This past week at OAME, I was pretty focused on spiralling the math curriculum and on finding more problem solving tasks to use with my class. I find that a lot of the tasks are a bit beyond our reach, which is frustrating.
One of the things I was introduced to was Graham Fletchy’s 3 Act Math Tasks. I so appreciate when a person is willing to create a resource like this and then share it with the wide world! While planning my week, I picked out a few in particular that I thought would engage my students, while also spiralling us back to some Big Ideas we haven’t worked with for a while.
Today we did this task, called Snack Machine. We have had a lot of practice working with each other. We have had a lot of practice thinking about a strategy to use to solve a problem. But this task, and others on the site, really allow for a lot of divergent thinking. There are multiple entry points, and multiple paths to a solution. It’s great!
In the Snack Machine, a video shows a girl buying something from a vending machine. We watched, then talked about it, then watched again, then talked again.
At this point, the children didn’t know what the problem would be. They were simply looking at the video and mathematizing it. The discussion started off with someone suggesting that the girl in the video looked at her change and was disappointed. That definitely had people thinking about why. I got a kick (as my grandma would say) out of one of them suggesting that the machine scammed her.
After the second viewing, we had things to add. We heard 4 coins fall, so which coins might they have been? That lead to a long conversation, mainly because 4 toonies would make that sound, but would be an awful lot of money for a bag of chips, but 4 nickels wouldn’t really make sense either. In act 2, there is a picture of the vending machine showing us that the chips actually cost 60 cents. Then another video shows the machine counting up the money. We added that to our board:

After this, I sent them off to figure out the coins she must have used. Amazing things happened! After everyone had a pretty good shot at solving the problem, I showed the final video. In that video we see that the change was 2 dimes. They used this to confirm that 80 cents had gone in, 20 cents had come out + 60 cents worth of chips, so it all made sense. No scam!


The money used was American money, and of course a little bag of chips would cost more than 60 cents in a Canadian vending machine. But I told them the two coins we saw were dimes, and that was good enough for them.
Yesterday we worked on Sliced Up, which had us estimating, thinking backward from oranges cut into wedges to whole oranges, and finally multiplying (5 whole oranges, 4 wedges from each orange so how many wedges in all?) For tomorrow, I am debating between It All Adds Up which is a nice money connection to Snack Machine, and The Whopper Jar which is a nice follow up to the estimating we did in Sliced Up. Whichever problem doesn’t make the cut tomorrow will our Monday task. I’m learning toward the money problem because I have a bunch of activities we could do as Number Talks to stretch that learning all week.
It’s EQAO week at our school and I like having some fun, confidence building task for my students to work on.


### [Exercise details]
Copy nothing but the lines from the opening of the entries through the line that contains "Image is 868x488 pixels.", exactly as written. Drop the pictures.

### [Listed records]
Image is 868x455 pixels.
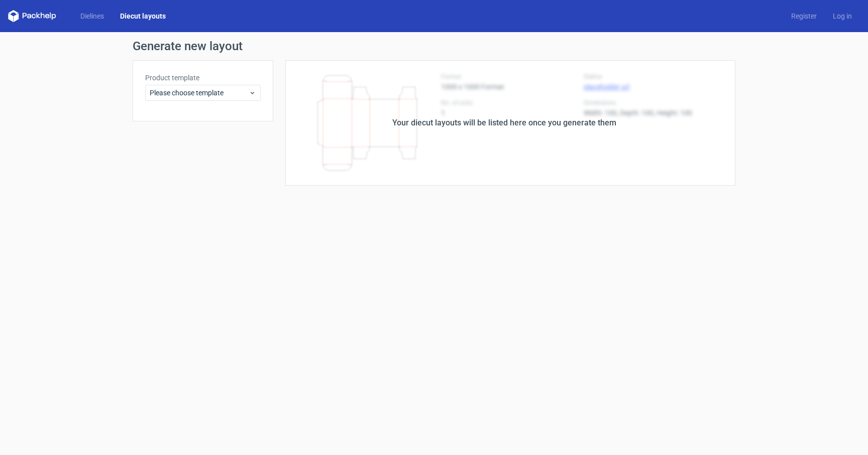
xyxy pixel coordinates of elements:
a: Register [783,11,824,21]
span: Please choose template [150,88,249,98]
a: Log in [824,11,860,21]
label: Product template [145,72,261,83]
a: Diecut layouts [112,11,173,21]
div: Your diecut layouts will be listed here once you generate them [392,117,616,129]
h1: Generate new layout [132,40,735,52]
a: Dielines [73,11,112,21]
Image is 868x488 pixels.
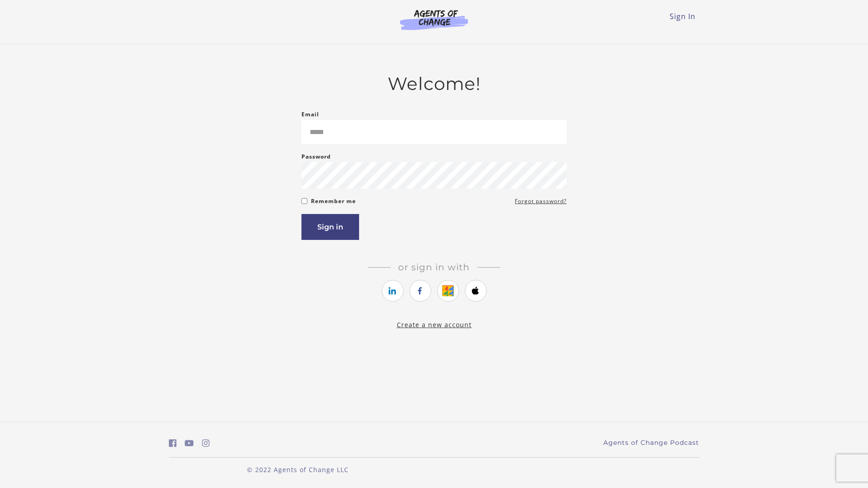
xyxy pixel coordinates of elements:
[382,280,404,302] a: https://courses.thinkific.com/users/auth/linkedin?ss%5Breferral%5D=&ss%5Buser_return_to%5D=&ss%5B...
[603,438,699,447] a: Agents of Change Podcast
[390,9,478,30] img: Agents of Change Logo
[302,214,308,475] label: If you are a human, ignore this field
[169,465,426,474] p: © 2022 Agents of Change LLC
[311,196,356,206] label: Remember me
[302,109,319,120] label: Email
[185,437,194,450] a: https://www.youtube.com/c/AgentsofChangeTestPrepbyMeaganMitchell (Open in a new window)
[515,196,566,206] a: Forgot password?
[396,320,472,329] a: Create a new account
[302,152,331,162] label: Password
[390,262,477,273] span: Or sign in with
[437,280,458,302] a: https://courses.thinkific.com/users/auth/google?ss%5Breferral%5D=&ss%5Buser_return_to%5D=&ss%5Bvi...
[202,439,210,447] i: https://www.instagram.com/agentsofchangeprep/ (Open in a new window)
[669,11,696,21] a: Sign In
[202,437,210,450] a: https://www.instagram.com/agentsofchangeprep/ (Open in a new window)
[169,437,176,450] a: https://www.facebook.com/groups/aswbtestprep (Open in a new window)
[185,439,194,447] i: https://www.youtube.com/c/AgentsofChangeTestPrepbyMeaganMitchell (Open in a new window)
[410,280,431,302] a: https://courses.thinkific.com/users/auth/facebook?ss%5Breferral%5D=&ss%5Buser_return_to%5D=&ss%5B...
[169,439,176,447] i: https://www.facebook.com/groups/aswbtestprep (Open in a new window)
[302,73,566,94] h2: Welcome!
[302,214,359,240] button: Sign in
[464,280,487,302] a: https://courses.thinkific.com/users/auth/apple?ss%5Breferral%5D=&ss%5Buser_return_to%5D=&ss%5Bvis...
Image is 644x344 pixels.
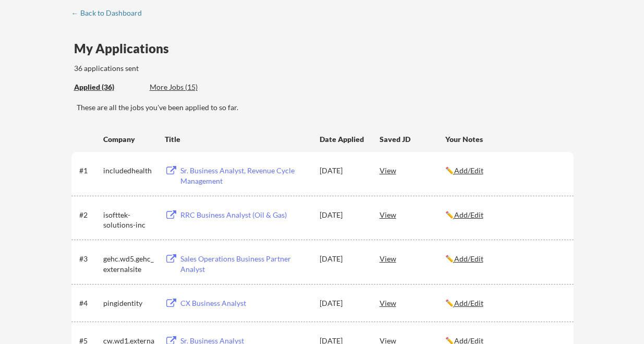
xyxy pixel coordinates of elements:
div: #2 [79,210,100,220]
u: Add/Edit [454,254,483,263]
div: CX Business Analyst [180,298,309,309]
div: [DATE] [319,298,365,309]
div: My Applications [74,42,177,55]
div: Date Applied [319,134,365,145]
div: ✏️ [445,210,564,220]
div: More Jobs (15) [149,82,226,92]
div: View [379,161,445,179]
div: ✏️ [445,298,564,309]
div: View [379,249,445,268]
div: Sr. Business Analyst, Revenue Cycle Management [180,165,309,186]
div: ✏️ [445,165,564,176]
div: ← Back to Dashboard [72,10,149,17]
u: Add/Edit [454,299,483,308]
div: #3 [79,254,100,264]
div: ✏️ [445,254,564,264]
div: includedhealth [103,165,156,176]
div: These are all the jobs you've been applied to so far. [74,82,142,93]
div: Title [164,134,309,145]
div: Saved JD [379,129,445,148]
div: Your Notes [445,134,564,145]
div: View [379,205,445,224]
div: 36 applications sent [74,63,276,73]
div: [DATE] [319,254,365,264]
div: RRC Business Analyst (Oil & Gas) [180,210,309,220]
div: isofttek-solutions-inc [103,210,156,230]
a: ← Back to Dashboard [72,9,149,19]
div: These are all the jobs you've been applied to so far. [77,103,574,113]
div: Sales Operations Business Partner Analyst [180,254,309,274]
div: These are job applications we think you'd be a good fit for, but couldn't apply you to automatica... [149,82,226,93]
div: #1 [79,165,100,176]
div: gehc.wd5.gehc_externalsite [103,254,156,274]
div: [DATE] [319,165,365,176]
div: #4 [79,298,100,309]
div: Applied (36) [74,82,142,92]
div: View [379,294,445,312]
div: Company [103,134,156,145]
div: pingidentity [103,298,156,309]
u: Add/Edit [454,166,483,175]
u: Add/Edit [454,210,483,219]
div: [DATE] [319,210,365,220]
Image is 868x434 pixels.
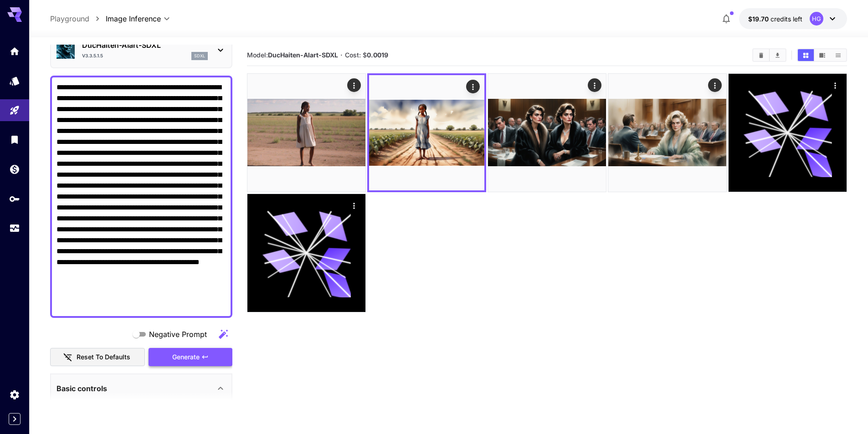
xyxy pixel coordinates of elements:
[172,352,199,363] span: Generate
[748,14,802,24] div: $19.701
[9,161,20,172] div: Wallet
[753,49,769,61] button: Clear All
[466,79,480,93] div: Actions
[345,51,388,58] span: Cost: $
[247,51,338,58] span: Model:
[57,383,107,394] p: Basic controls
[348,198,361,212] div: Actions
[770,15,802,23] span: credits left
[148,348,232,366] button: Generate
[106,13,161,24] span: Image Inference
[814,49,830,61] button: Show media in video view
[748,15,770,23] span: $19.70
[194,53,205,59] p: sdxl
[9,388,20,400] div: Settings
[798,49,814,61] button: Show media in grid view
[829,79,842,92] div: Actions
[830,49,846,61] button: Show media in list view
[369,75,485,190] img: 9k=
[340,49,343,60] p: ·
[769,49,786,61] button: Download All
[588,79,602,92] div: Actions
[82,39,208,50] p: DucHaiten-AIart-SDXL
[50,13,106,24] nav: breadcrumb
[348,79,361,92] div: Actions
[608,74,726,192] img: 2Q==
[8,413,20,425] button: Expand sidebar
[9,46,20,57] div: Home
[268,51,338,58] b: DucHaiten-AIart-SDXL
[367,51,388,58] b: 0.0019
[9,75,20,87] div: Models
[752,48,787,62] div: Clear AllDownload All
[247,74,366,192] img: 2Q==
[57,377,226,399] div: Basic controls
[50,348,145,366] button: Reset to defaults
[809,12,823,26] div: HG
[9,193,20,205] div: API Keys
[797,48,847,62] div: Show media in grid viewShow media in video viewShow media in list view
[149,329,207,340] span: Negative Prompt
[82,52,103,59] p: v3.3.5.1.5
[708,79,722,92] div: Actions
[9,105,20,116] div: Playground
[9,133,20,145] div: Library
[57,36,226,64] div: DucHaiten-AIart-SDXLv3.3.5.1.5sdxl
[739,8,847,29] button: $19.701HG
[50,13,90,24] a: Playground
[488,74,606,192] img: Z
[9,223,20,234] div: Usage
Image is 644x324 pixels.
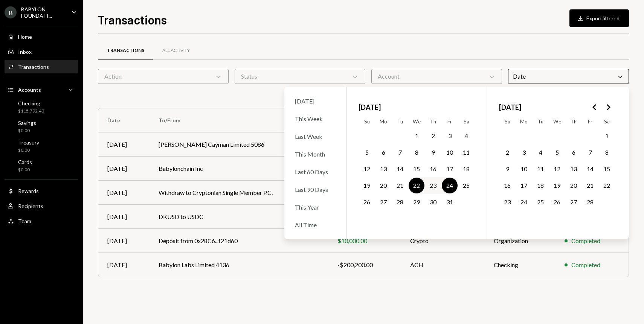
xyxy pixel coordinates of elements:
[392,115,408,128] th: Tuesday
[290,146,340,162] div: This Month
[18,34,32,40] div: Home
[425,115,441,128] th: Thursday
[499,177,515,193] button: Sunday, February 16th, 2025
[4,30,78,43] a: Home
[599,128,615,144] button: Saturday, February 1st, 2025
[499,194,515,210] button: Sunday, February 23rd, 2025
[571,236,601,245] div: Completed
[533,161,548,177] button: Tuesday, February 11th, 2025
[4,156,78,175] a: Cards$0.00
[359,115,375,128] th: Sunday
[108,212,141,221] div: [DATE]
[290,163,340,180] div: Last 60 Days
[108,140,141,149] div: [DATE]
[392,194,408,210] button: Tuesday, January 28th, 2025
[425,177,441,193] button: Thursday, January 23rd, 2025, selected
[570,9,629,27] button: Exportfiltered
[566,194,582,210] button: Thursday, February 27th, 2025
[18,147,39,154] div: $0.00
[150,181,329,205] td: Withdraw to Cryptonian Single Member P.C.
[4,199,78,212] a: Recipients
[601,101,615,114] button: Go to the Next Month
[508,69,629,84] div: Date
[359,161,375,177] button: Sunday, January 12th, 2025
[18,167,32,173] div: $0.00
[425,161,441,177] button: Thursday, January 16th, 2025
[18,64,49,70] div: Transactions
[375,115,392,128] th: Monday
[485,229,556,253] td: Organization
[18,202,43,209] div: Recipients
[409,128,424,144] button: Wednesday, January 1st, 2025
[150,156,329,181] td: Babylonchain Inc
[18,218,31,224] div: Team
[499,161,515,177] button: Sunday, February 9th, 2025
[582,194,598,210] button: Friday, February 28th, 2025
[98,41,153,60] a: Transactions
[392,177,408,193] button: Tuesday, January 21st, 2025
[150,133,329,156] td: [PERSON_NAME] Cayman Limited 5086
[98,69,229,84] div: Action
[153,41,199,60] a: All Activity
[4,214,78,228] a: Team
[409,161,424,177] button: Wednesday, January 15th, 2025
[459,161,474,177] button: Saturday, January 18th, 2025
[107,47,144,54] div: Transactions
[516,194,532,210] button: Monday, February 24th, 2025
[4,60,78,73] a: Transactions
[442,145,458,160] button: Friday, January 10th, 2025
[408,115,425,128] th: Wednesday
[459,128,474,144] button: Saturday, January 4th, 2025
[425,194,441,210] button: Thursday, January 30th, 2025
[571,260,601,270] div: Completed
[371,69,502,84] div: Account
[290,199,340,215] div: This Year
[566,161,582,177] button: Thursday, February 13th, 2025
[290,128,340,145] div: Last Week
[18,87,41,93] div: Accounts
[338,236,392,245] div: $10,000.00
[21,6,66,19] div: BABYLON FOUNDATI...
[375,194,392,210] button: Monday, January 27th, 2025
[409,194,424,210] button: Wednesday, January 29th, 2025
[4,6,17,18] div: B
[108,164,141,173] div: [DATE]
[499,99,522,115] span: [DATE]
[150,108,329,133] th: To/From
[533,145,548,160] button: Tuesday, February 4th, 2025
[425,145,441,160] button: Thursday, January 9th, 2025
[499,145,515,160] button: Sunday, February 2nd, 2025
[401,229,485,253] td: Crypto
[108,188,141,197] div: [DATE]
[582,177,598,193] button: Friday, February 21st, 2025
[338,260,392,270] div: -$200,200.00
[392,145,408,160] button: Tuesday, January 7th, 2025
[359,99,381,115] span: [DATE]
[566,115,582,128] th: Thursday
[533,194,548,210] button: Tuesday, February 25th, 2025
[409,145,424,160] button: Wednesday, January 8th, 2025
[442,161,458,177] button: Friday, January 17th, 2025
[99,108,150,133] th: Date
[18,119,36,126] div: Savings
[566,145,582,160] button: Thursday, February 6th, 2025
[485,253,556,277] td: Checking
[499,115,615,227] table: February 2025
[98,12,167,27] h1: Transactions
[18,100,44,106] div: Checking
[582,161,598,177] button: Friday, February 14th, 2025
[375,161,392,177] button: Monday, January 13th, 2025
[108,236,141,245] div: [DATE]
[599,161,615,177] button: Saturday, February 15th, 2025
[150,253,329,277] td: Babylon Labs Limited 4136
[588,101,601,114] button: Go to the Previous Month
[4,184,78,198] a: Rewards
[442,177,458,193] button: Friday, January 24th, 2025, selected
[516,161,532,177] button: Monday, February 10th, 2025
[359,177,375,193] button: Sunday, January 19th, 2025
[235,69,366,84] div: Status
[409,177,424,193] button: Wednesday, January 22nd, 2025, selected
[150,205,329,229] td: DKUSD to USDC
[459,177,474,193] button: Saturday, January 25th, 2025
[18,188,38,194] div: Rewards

### [Written reply]
Image is 868x455 pixels.
xyxy pixel coordinates of elements:
a: Register [783,11,824,21]
span: Please choose template [150,88,249,98]
a: Log in [824,11,860,21]
label: Product template [145,72,261,83]
a: Diecut layouts [112,11,173,21]
div: Your diecut layouts will be listed here once you generate them [392,117,616,129]
h1: Generate new layout [132,40,735,52]
a: Dielines [73,11,112,21]
Image is 868x488 pixels.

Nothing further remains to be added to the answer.